Princess on the Brink (The Princess Diaries 8)
Page 20
I passed Lana in the hallway on the way to class, and she went, “Hey, Pete! How’s Neverland?” which made her new clone, as well as her evil henchwoman Trish, laugh so hard that Diet Coke came out of their noses.
I don’t know for sure, because I’ve never been able to get all the way through The Lord of the Rings due to the fact that there are hardly any parts with girl characters in them (so I had to pretend Merry was a girl hobbit), but I’m fairly certain this never happened to Arwen.
Wednesday, September 8, Lunch
So I was sitting here, innocently eating my falafel with tahini, when Ling Su sat down across from me, and went, “Mia. How are you?” with her eyes all big and sympathetic.
I went, “Um. Fine.”
Then Perin sat down next to me and was like, “
Mia. We heard. Are you okay?”
God. News travels fast around this school.
“I’m fine,” I said, trying to smile bravely. Which is no joke when you’ve got a big wad of falafel in your mouth.
“I can’t believe it,” Shameeka said. She doesn’t even normally EAT at our table, since she’s usually too busy spying for us over at the jock/cheerleader table. But all of a sudden, she’d put her tray down next to Perin’s. “Is he really moving to JAPAN?”
“Looks like it,” I said. It’s funny, but every time I hear the word Japan now, my heart does this funny twisty thing. The way it used to when I heard the word Buffy, back when the TV show Buffy the Vampire Slayer was ending.
“You should dump him,” Boris said after joining us.
“BORIS!” Tina looked shocked. “Mia, ignore him. He doesn’t know what he’s talking about.”
“Yes, I do,” Boris said. “I know exactly what I’m talking about. This happens in orchestras all the time. Two musicians fall in love, then one gets a better paying job at another rival orchestra in another city, or even another country. They always try to make it work—the long-distance thing—but it never does. Sooner or later one of them always falls in love with a clarinetist, and that’s it. Long-distance relationships never work. You should dump him now, so it’s a nice clean break, and move on. End of story.”
Tina was staring at her boyfriend in shock. “Boris! That’s the most horrible thing to say! How could you say that?”
Boris didn’t get it, though. He just shrugged and went, “What? It’s the truth. Everyone knows it.”
“My brother isn’t going to fall in love with someone else,” Lilly said, in a bored voice, from where she sat farther down the table, across from J.P. “Okay? He’s completely besotted with Mia.”
“Ha,” Tina said, giving Boris a poke with her straw. “See?”
“I am only telling it the way I’ve experienced it,” Boris said. “Maybe Michael won’t fall in love with a clarinetist. But Mia will.”
“BORIS!” Tina looked outraged. “What on EARTH would make you say that???”
“Yeah, Boris,” Lilly said, looking at him like he was a bug she’d found in her hummus. “What’s this thing you’ve apparently got for clarinetists? I thought you considered woodwinds to be beneath you.”
“I am merely stating a fact,” Boris said, putting down his fork with a bang to illustrate his seriousness. “Mia is only sixteen years old. And they aren’t married. Michael shouldn’t think that he can just go off to a foreign country and that she is going to wait for him. It isn’t fair to her. She should be allowed to move on with her life, date other people, and have fun, not sit in her room every Saturday night for a year until he gets back.”
I saw Shameeka and Ling Su exchange glances. Ling Su even made an “Oops, he might actually be right” face.
Tina didn’t think he was right, though.
“Are you saying that if you got a job as first violin with the London Philharmonic, you wouldn’t want me to wait for you?” she asked her boyfriend.
“Of course I would want you to wait,” Boris explained. “But I wouldn’t ASK you to. It wouldn’t be fair. But I know you WOULD wait, anyway, because that’s the kind of girl you are.”
“Mia’s that kind of girl, too!” Tina said decidedly.
“No,” Boris said, gravely shaking his head. “I don’t think so.”
“That’s okay, Boris,” I said quickly, before Tina’s head exploded. “I WANT to sit in my room every Saturday night until Michael gets back.”
Boris looked at me like I was nuts. “You DO?”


**Brief**
The whole answer is the data below, retyped exactly.

___ The data

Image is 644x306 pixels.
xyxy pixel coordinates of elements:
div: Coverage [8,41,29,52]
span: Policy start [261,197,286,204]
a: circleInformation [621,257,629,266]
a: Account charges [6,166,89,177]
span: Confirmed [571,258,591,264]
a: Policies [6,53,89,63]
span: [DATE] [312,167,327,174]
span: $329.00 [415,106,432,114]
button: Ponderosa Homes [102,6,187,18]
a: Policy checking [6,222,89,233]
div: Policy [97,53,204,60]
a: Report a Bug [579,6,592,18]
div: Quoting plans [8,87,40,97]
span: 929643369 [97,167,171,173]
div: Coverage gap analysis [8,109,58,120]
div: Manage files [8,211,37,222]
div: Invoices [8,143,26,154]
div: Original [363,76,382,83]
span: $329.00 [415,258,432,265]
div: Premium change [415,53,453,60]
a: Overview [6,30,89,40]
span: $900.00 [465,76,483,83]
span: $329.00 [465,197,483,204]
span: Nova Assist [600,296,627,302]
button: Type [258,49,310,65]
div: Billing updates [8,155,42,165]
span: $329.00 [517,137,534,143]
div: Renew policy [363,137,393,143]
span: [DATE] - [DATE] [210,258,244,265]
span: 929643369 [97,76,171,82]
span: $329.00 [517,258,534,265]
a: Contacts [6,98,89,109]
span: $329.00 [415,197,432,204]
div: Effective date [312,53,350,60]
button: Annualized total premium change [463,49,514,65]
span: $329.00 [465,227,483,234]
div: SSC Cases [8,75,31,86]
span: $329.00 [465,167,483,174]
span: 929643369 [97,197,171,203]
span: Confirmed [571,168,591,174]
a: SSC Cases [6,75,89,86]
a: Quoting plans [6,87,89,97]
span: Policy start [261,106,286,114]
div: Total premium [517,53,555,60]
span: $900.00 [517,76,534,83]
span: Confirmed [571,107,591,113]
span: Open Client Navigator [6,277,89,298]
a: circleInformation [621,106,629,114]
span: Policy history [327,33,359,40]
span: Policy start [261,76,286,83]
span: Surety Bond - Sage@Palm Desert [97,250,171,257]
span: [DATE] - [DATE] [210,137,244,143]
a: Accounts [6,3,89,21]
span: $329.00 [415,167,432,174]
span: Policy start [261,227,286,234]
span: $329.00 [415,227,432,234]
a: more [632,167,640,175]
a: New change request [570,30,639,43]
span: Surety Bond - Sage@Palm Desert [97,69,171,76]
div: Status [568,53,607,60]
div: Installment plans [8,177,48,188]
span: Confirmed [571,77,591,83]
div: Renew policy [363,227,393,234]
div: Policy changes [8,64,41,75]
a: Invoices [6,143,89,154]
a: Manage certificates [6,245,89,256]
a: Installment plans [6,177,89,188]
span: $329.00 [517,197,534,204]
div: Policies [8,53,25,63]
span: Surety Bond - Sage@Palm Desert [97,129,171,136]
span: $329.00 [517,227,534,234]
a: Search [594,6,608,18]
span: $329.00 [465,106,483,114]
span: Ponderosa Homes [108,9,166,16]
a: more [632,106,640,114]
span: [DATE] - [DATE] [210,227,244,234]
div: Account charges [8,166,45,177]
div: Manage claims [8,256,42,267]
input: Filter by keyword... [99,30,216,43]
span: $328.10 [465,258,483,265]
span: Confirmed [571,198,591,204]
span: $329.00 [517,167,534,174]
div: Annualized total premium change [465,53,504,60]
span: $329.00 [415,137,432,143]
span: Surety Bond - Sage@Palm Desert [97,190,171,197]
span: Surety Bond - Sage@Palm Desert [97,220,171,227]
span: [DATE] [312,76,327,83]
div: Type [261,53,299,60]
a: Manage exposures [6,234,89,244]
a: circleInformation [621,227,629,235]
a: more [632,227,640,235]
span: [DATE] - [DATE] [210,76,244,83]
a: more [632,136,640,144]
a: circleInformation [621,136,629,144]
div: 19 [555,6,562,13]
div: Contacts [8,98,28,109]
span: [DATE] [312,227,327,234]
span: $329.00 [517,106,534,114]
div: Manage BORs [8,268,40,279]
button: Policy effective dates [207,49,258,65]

______

**Answer box**
Image is 644x306 pixels.
xyxy pixel coordinates of elements:
div: Coverage [8,41,29,52]
span: Policy start [261,197,286,204]
a: circleInformation [621,257,629,266]
a: Account charges [6,166,89,177]
span: Confirmed [571,258,591,264]
a: Policies [6,53,89,63]
span: [DATE] [312,167,327,174]
span: $329.00 [415,106,432,114]
button: Ponderosa Homes [102,6,187,18]
a: Policy checking [6,222,89,233]
div: Policy [97,53,204,60]
a: Report a Bug [579,6,592,18]
div: Quoting plans [8,87,40,97]
span: 929643369 [97,167,171,173]
div: Coverage gap analysis [8,109,58,120]
div: Manage files [8,211,37,222]
div: Invoices [8,143,26,154]
div: Original [363,76,382,83]
span: $329.00 [415,258,432,265]
div: Premium change [415,53,453,60]
a: Overview [6,30,89,40]
span: $900.00 [465,76,483,83]
span: $329.00 [465,197,483,204]
span: Nova Assist [600,296,627,302]
button: Type [258,49,310,65]
div: Billing updates [8,155,42,165]
span: $329.00 [517,137,534,143]
div: Renew policy [363,137,393,143]
span: [DATE] - [DATE] [210,258,244,265]
span: 929643369 [97,76,171,82]
span: $329.00 [517,258,534,265]
a: Contacts [6,98,89,109]
span: $329.00 [415,197,432,204]
div: Effective date [312,53,350,60]
button: Annualized total premium change [463,49,514,65]
span: $329.00 [465,227,483,234]
div: SSC Cases [8,75,31,86]
span: $329.00 [465,167,483,174]
span: 929643369 [97,197,171,203]
span: Confirmed [571,168,591,174]
a: SSC Cases [6,75,89,86]
a: Quoting plans [6,87,89,97]
span: Policy start [261,106,286,114]
div: Total premium [517,53,555,60]
span: $900.00 [517,76,534,83]
span: Confirmed [571,107,591,113]
span: Open Client Navigator [6,277,89,298]
a: circleInformation [621,106,629,114]
span: Policy history [327,33,359,40]
span: Policy start [261,76,286,83]
span: Surety Bond - Sage@Palm Desert [97,250,171,257]
span: [DATE] - [DATE] [210,137,244,143]
a: Accounts [6,3,89,21]
span: $329.00 [415,167,432,174]
span: Policy start [261,227,286,234]
span: $329.00 [415,227,432,234]
a: more [632,167,640,175]
a: New change request [570,30,639,43]
span: Surety Bond - Sage@Palm Desert [97,69,171,76]
div: Status [568,53,607,60]
div: Installment plans [8,177,48,188]
span: Confirmed [571,77,591,83]
div: Renew policy [363,227,393,234]
div: Policy changes [8,64,41,75]
a: Invoices [6,143,89,154]
a: Manage certificates [6,245,89,256]
a: Installment plans [6,177,89,188]
span: $329.00 [517,197,534,204]
div: Policies [8,53,25,63]
span: Surety Bond - Sage@Palm Desert [97,129,171,136]
span: $329.00 [517,227,534,234]
a: Search [594,6,608,18]
span: $329.00 [465,106,483,114]
span: Ponderosa Homes [108,9,166,16]
a: more [632,106,640,114]
span: [DATE] - [DATE] [210,227,244,234]
div: Account charges [8,166,45,177]
div: Manage claims [8,256,42,267]
input: Filter by keyword... [99,30,216,43]
span: $328.10 [465,258,483,265]
span: Confirmed [571,198,591,204]
span: $329.00 [517,167,534,174]
div: Annualized total premium change [465,53,504,60]
span: $329.00 [415,137,432,143]
span: Surety Bond - Sage@Palm Desert [97,190,171,197]
span: Surety Bond - Sage@Palm Desert [97,220,171,227]
span: [DATE] [312,76,327,83]
div: Type [261,53,299,60]
a: Manage exposures [6,234,89,244]
a: circleInformation [621,227,629,235]
a: more [632,227,640,235]
span: [DATE] - [DATE] [210,76,244,83]
a: more [632,136,640,144]
a: circleInformation [621,136,629,144]
div: 19 [555,6,562,13]
div: Contacts [8,98,28,109]
span: [DATE] [312,227,327,234]
span: $329.00 [517,106,534,114]
div: Manage BORs [8,268,40,279]
button: Policy effective dates [207,49,258,65]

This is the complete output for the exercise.